Removal of Main Scale incremental progression based on length of service
• Annual increments have existed in teaching since the 1920s and continue to be an integral part of many other graduate pay structures. They give some certainty to career progression which is vital to support the recruitment and retention of new graduates.
• Now this certainty is at risk of being replaced by arbitrary and inconsistent decision making based on factors outside teachers’ control.

Performance related pay progression linked to annual appraisal for all teachers
• The NUT has been opposed to PRP in teaching since the day it was founded in 1870. There are three basic reasons for this:
– measuring teachers’ individual contributions is next to impossible – our profession is based on teamwork and every teacher contributes in some way to every student’s development
– there is no evidence that linking pay to performance motivates teachers in any case – but it will destroy the value of appraisal as a process supporting professional development
– decisions are going to be subjective, unfair or even discriminatory – they will be based on head teachers’ personal likes and dislikes, the funding position of the school and a host of other reasons that aren’t based on “performance” at all.

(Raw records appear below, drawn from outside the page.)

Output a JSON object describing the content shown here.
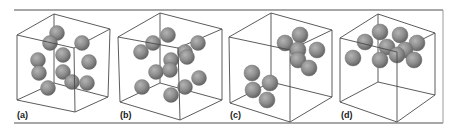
{
  "figure": {
    "colors": {
      "background": "#ffffff",
      "rule": "#8a8a8a",
      "edge": "#4a4a4a",
      "sphere_light": "#b4b4b4",
      "sphere_mid": "#8c8c8c",
      "sphere_dark": "#5e5e5e"
    },
    "panels": [
      {
        "label": "(a)",
        "label_pos": [
          17,
          118
        ],
        "cube": {
          "front": [
            [
              17,
              35
            ],
            [
              74,
              48
            ],
            [
              75,
              112
            ],
            [
              17,
              100
            ]
          ],
          "back": [
            [
              54,
              14
            ],
            [
              110,
              29
            ],
            [
              108,
              97
            ],
            [
              54,
              83
            ]
          ]
        },
        "sphere_radius": 7.5,
        "spheres": [
          [
            57,
            33
          ],
          [
            50,
            43
          ],
          [
            82,
            43
          ],
          [
            38,
            60
          ],
          [
            63,
            55
          ],
          [
            89,
            62
          ],
          [
            39,
            73
          ],
          [
            63,
            72
          ],
          [
            72,
            82
          ],
          [
            87,
            83
          ],
          [
            48,
            88
          ]
        ]
      },
      {
        "label": "(b)",
        "label_pos": [
          120,
          118
        ],
        "cube": {
          "front": [
            [
              118,
              37
            ],
            [
              178,
              48
            ],
            [
              180,
              120
            ],
            [
              120,
              102
            ]
          ],
          "back": [
            [
              160,
              13
            ],
            [
              222,
              29
            ],
            [
              222,
              100
            ],
            [
              160,
              83
            ]
          ]
        },
        "sphere_radius": 7.5,
        "spheres": [
          [
            168,
            35
          ],
          [
            153,
            43
          ],
          [
            141,
            52
          ],
          [
            198,
            43
          ],
          [
            185,
            52
          ],
          [
            187,
            57
          ],
          [
            171,
            60
          ],
          [
            156,
            72
          ],
          [
            170,
            70
          ],
          [
            142,
            87
          ],
          [
            199,
            78
          ],
          [
            185,
            87
          ],
          [
            171,
            95
          ]
        ]
      },
      {
        "label": "(c)",
        "label_pos": [
          230,
          118
        ],
        "cube": {
          "front": [
            [
              229,
              37
            ],
            [
              290,
              50
            ],
            [
              290,
              122
            ],
            [
              230,
              103
            ]
          ],
          "back": [
            [
              271,
              13
            ],
            [
              332,
              30
            ],
            [
              332,
              97
            ],
            [
              271,
              82
            ]
          ]
        },
        "sphere_radius": 8,
        "spheres": [
          [
            300,
            35
          ],
          [
            285,
            43
          ],
          [
            317,
            50
          ],
          [
            298,
            50
          ],
          [
            298,
            60
          ],
          [
            309,
            68
          ],
          [
            252,
            73
          ],
          [
            270,
            83
          ],
          [
            253,
            90
          ],
          [
            267,
            100
          ]
        ]
      },
      {
        "label": "(d)",
        "label_pos": [
          341,
          118
        ],
        "cube": {
          "front": [
            [
              340,
              38
            ],
            [
              397,
              52
            ],
            [
              397,
              122
            ],
            [
              340,
              102
            ]
          ],
          "back": [
            [
              378,
              14
            ],
            [
              435,
              33
            ],
            [
              435,
              95
            ],
            [
              378,
              82
            ]
          ]
        },
        "sphere_radius": 8,
        "spheres": [
          [
            380,
            32
          ],
          [
            400,
            35
          ],
          [
            365,
            42
          ],
          [
            387,
            47
          ],
          [
            417,
            43
          ],
          [
            405,
            50
          ],
          [
            353,
            58
          ],
          [
            380,
            60
          ],
          [
            397,
            55
          ],
          [
            414,
            60
          ]
        ]
      }
    ],
    "rules": {
      "top": [
        14,
        10,
        443,
        10
      ],
      "bottom": [
        14,
        123,
        443,
        123
      ]
    },
    "right_frame": [
      337,
      10,
      443,
      123
    ]
  }
}
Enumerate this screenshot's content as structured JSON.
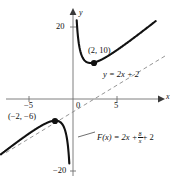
{
  "chart_data": {
    "type": "line",
    "title": "",
    "xlabel": "x",
    "ylabel": "y",
    "xlim": [
      -8.3,
      9.8
    ],
    "ylim": [
      -22,
      22
    ],
    "grid": false,
    "legend": "none",
    "axis_ticks": {
      "x": [
        "-5",
        "0",
        "5"
      ],
      "x_values": [
        -5,
        0,
        5
      ],
      "y": [
        "20",
        "-20"
      ],
      "y_values": [
        20,
        -20
      ]
    },
    "series": [
      {
        "name": "F(x) = 2x + 8/x + 2",
        "style": "solid",
        "formula_text": "F(x) = 2x +",
        "formula_num": "8",
        "formula_den": "x",
        "formula_tail": "+ 2",
        "vertical_asymptote": 0,
        "branches": [
          {
            "name": "left-branch",
            "x_from": -8.2,
            "x_to": -0.42
          },
          {
            "name": "right-branch",
            "x_from": 0.42,
            "x_to": 9.4
          }
        ]
      },
      {
        "name": "y = 2x + 2",
        "style": "dashed",
        "label": "y = 2x + 2",
        "slope": 2,
        "intercept": 2
      }
    ],
    "points": [
      {
        "label": "(2, 10)",
        "x": 2,
        "y": 10,
        "marker": "filled-circle",
        "kind": "local-minimum"
      },
      {
        "label": "(-2, -6)",
        "x": -2,
        "y": -6,
        "marker": "filled-circle",
        "kind": "local-maximum"
      }
    ],
    "annotations": [
      {
        "name": "point-label-max",
        "text": "(2, 10)"
      },
      {
        "name": "point-label-min",
        "text": "(−2, −6)"
      },
      {
        "name": "asymptote-label",
        "text": "y = 2x + 2"
      },
      {
        "name": "axis-label-x",
        "text": "x"
      },
      {
        "name": "axis-label-y",
        "text": "y"
      },
      {
        "name": "tick-label-y-top",
        "text": "20"
      },
      {
        "name": "tick-label-y-bottom",
        "text": "−20"
      },
      {
        "name": "tick-label-x-neg",
        "text": "−5"
      },
      {
        "name": "tick-label-x-zero",
        "text": "0"
      },
      {
        "name": "tick-label-x-pos",
        "text": "5"
      }
    ],
    "colors": {
      "curve": "#111111",
      "axis": "#6f6f6f",
      "asymptote": "#8a8a8a",
      "text": "#111111"
    }
  }
}
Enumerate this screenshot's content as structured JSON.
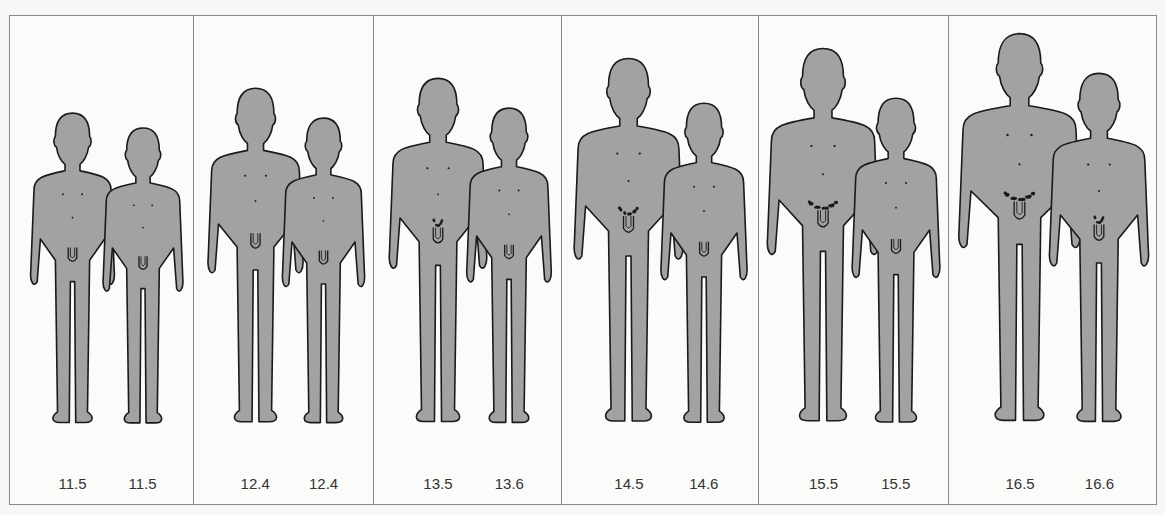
{
  "diagram": {
    "type": "growth-stage-comparison",
    "fill_color": "#a2a2a2",
    "outline_color": "#1a1a1a",
    "panels": [
      {
        "id": 1,
        "figures": [
          {
            "age": "11.5",
            "height": 320,
            "stage": 1,
            "hair": 0
          },
          {
            "age": "11.5",
            "height": 305,
            "stage": 1,
            "hair": 0
          }
        ]
      },
      {
        "id": 2,
        "figures": [
          {
            "age": "12.4",
            "height": 345,
            "stage": 2,
            "hair": 0
          },
          {
            "age": "12.4",
            "height": 315,
            "stage": 1,
            "hair": 0
          }
        ]
      },
      {
        "id": 3,
        "figures": [
          {
            "age": "13.5",
            "height": 355,
            "stage": 2,
            "hair": 1
          },
          {
            "age": "13.6",
            "height": 325,
            "stage": 1,
            "hair": 0
          }
        ]
      },
      {
        "id": 4,
        "figures": [
          {
            "age": "14.5",
            "height": 375,
            "stage": 3,
            "hair": 2
          },
          {
            "age": "14.6",
            "height": 330,
            "stage": 1,
            "hair": 0
          }
        ]
      },
      {
        "id": 5,
        "figures": [
          {
            "age": "15.5",
            "height": 385,
            "stage": 3,
            "hair": 3
          },
          {
            "age": "15.5",
            "height": 335,
            "stage": 1,
            "hair": 0
          }
        ]
      },
      {
        "id": 6,
        "figures": [
          {
            "age": "16.5",
            "height": 400,
            "stage": 4,
            "hair": 3
          },
          {
            "age": "16.6",
            "height": 360,
            "stage": 2,
            "hair": 1
          }
        ]
      }
    ]
  },
  "layout": {
    "panel_bounds": [
      [
        0,
        184
      ],
      [
        184,
        364
      ],
      [
        364,
        552
      ],
      [
        552,
        749
      ],
      [
        749,
        939
      ],
      [
        939,
        1148
      ]
    ]
  }
}
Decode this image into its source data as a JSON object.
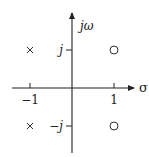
{
  "diagram": {
    "type": "pole-zero-plot",
    "axes": {
      "horizontal_label": "σ",
      "vertical_label": "jω",
      "horizontal_ticks": [
        {
          "value": -1,
          "label": "−1"
        },
        {
          "value": 1,
          "label": "1"
        }
      ],
      "vertical_ticks": [
        {
          "value": 1,
          "label": "j"
        },
        {
          "value": -1,
          "label": "−j"
        }
      ]
    },
    "poles": [
      {
        "re": -1,
        "im": 1,
        "marker": "×"
      },
      {
        "re": -1,
        "im": -1,
        "marker": "×"
      }
    ],
    "zeros": [
      {
        "re": 1,
        "im": 1,
        "marker": "○"
      },
      {
        "re": 1,
        "im": -1,
        "marker": "○"
      }
    ],
    "colors": {
      "axis": "#222222",
      "marker": "#333333"
    }
  }
}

• The evidence shows that performance related pay systems fail in most situations – and schools are a particularly difficult place to make them work. Teachers in different schools would be treated very differently for the same performance. Individual schools in financial difficulties could withhold progression or pay teachers less than the proper rate for the job. Rapid promotion for some will only happen at the expense of others. An appraisal system meant to allow a professional discussion about teaching and development will, in very many schools, be fatally undermined by a link to pay and become an even more fraught process which undermines relationships between heads and teachers.